In recent years, some educators of all subjects and grade levels have agonized over lack of engagement from students and increasing apathy that has grown since the COVID-19 pandemic amongst the student body. To combat this, teacher training places heavy emphasis on gamifying the classroom, creating extrinsic reward systems, and, in general, expecting teachers to juggle and ride a unicycle to get a single student to care about what teachers are teaching. These strategies — like gallery strolls, think-pair-shares, and jeopardy — are overused and don’t touch on the core issue: lack of connection to students’ backgrounds, cultures, and wealth of knowledge.
Research supports arts integration as the perfect avenue for increasing culturally diverse student achievement, learning, and engagement across disciplines. As the majority of the student body in public schools shifts to students who stem from oral cultures (Latino, Middle Eastern, Southeast Asian, and African American), we must learn to transfer knowledge in ways that use these students’ oral-based skills. To be more culturally responsive, we must learn to help our students process information through storytelling, songs, chants, talk, dance, and movement.

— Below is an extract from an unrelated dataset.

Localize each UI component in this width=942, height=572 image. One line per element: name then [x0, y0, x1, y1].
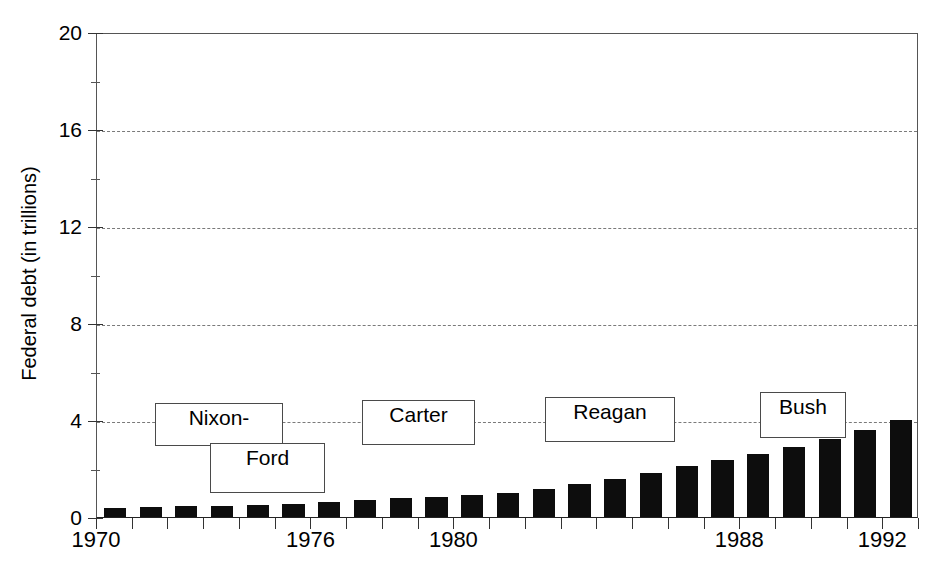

The arts are our avenue to integrate this type of oral and active learning into our curricula. We do not always need an end product that results in artwork to consider arts integration in our classrooms. Instead, we can reframe arts integration as a way of developing educational tools that engage our students in observation, connection, problem-solving, communication, and meaning-making. We can improve all students’ learning and engagement through arts integration by empowering diverse understandings, real-world applications, and interactive knowledge processing, regardless of the content matter.
– Meghan Allen, who has a BFA in Arts Teaching from the U and is currently pursuing her Masters in Art Teaching
Cally Flox • Dec 26, 2023 at 10:00 am
Thank you Meghan! Well said. This information helps all of us advocate for quality learning experiences in schools. Every child benefits from drawing, singing, dancing, and dramatizing stories every day!